E-commerce retailers that currently sell products on Shopify and Amazon Marketplaces may soon have a rival—and more dynamic—platform to sell through. TikTok, the short-form video hosting service owned by Chinese company ByteDance that has recently taken the U.S. by storm, is set to launch its TikTok Shop livestreaming shopping service in the U.S. And it’s looking to hire people right in Amazon’s Seattle backyard.
Although the Financial Times and other new sources reported back in July that the company had abandoned or at least delayed plans to launch its shopping service in the U.S. following a less-than-successful launch in the U.K., it now appears that it’s moving forward.
According to the South China Morning Post, TikTok Shop “has posted more than 300 related jobs on LinkedIn,” with about a third of them based in Seattle, Amazon’s headquarters city. “Some of the jobs require knowledge of fulfilment warehousing, parcel sorting and courier delivery,” the newspaper reported, as well as “recommendation algorithm engineers, advertising merchant product managers, and heads of its household and make-up goods categories.”
“With more than one billion loyal users globally, we believe TikTok is an ideal platform to deliver a brand new and better e-commerce experience to our users,” the company said in some of the job descriptions. “We are looking for passionate and talented people to join our e-commerce operations team in the U.S.”
TikTok Shop is planning to launch in the U.S. by the end of this year and in Brazil in the first half of 2023. The platform is currently live in several Southeast Asian countries, including Singapore and Indonesia.
According to the FT, sales on Douyin, TikTok Shop’s China-based sister shopping app, have more than tripled this year, with more than 10 billion items sold. But its venture in the U.K. “failed to meet targets and influencers dropped out of the scheme,” which led it to abandon further expansion into continental Europe. That experience apparently isn’t deterring the company from moving forward in the U.S.
Indeed, according to a guest commentary on Internet Retailing, “The launch of TikTok Shop is huge news in the e-commerce space,” writes James Khoury, CEO of Zendbox, which provides fulfillment services to e-commerce retailers. “With more than one billion monthly users worldwide, TikTok offers an incredible opportunity for businesses to reach a huge and highly engaged audience.”

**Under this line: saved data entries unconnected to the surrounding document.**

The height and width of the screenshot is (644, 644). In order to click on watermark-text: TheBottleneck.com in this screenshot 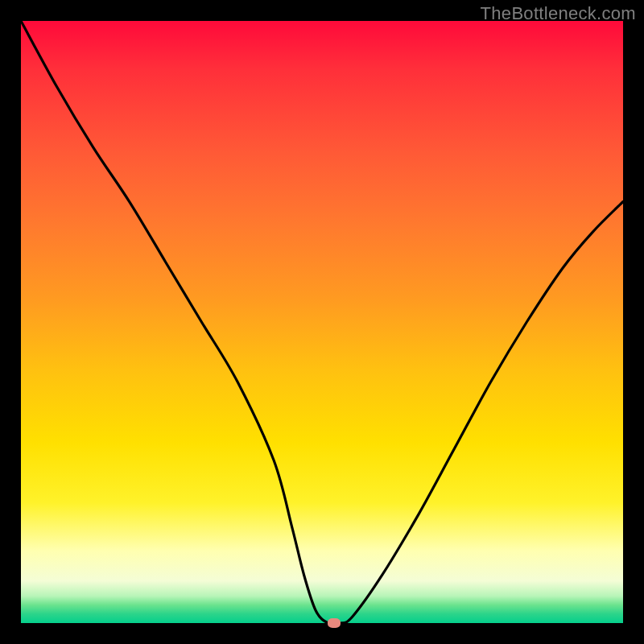, I will do `click(559, 14)`.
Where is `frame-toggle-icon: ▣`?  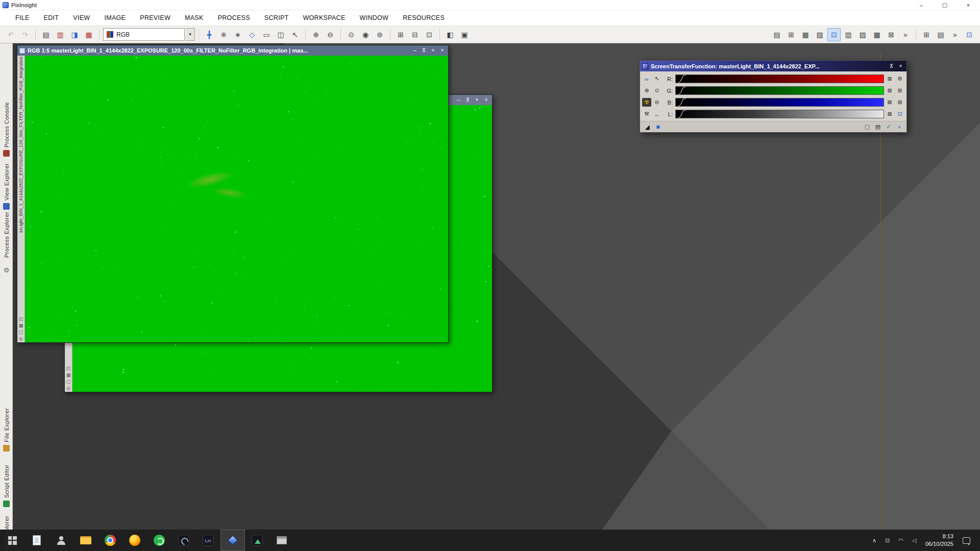 frame-toggle-icon: ▣ is located at coordinates (464, 35).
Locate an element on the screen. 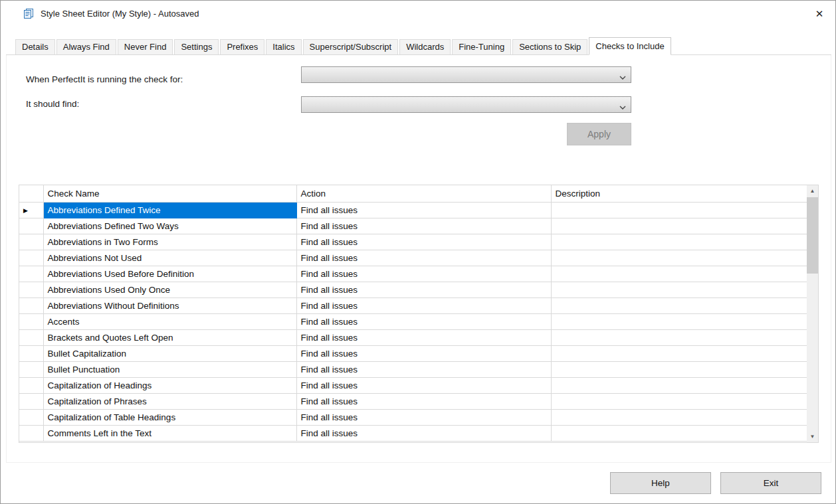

“Essentially, the new social commerce offering is a way for brands, creators and e-commerce businesses alike to sell their products directly to consumers on the growing platform, cutting out a key step in the customer journey,” Khoury says. “With social selling now generating billions of pounds in revenue, setting up a TikTok Shop is a no-brainer for any e-commerce store. TikTok is an incredible platform for growth and is still relatively new so we can definitely expect to see increasing opportunities coming from it.”
What differentiates TikTok Shop
TikTok Shop hopes to replicate the success of Douyin, which launched in Asia two years ago. Since then, according to Rui Ma, founder of Tech Buzz China and a venture capital fund investor, Douyin has “come to dominate” the e-commerce business there “despite being the last to enter the field, a year after competitor Kuaishou and several years after e-commerce giant Alibaba.”

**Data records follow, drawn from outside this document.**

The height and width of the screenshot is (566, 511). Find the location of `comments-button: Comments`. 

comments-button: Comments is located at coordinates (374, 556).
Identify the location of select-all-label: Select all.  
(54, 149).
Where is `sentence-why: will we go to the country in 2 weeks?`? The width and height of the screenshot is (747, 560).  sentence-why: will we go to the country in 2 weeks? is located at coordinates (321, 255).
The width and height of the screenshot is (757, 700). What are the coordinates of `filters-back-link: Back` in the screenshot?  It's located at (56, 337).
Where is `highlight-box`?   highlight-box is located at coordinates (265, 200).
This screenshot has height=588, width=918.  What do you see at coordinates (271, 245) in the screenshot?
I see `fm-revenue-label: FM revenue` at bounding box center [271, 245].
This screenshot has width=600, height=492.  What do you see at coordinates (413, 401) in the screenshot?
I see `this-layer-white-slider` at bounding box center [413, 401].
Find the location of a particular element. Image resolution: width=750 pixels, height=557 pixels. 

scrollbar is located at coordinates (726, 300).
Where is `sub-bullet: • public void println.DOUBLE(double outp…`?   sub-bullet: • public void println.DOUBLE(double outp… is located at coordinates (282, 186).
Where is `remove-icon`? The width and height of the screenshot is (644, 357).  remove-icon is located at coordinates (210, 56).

Using QVC-like live shopping events and livestreaming, “Douyin has focused on brands and smaller sellers to great results, and avoided the reputational risks of relying heavily on superstar sellers, who can sell billions of dollars’ worth of goods, but whose popularity can tank in a moment,” she said.
Douyin—and presumably TikTok Shop as well—charges a 1% to 5% commission on sales volume, depending on the category of goods being sold. It also requires “livestream e-commerce transactions to be completed on the platform instead of being redirected elsewhere, Rui Ma wrote. “This all forms a ‘closed loop,’ where the user never strays from the app. It’s the ideal flywheel, and the envy of platform companies everywhere.”
According to TikTok Shop’s U.K. website, merchants can “sign up today and launch [their] first ad campaign within minutes!” While merchants can produce their own videos and livestreaming events or pay an “influencer” to tout their products, TikTok Shop can do much of that work for you. For example, its Partners unit “will run your entire account for you — from making your short videos to operating your storefront, partnering with live streamers, coming up with an advertising strategy, delivering customer service, and even handling warehousing and logistics,” Rui Ma explained.
TikTok Shop looks like a great opportunity to get in on the ground floor of a new and exciting e-commerce platform. According to an article on Search Engine Land, which covers the digital marketing industry, “online retailers may soon see TikTok surpassing Facebook and Google as the most lucrative advertising channel.” It’s also taking aim at Amazon.
“E-commerce brands and advertisers that are looking to expand their ad strategies may look to TikTok for the solution,” the website said. “Given its popularity, brands that aren’t taking advantage of TikTok are likely leaving a lot of revenue and opportunity on the table.”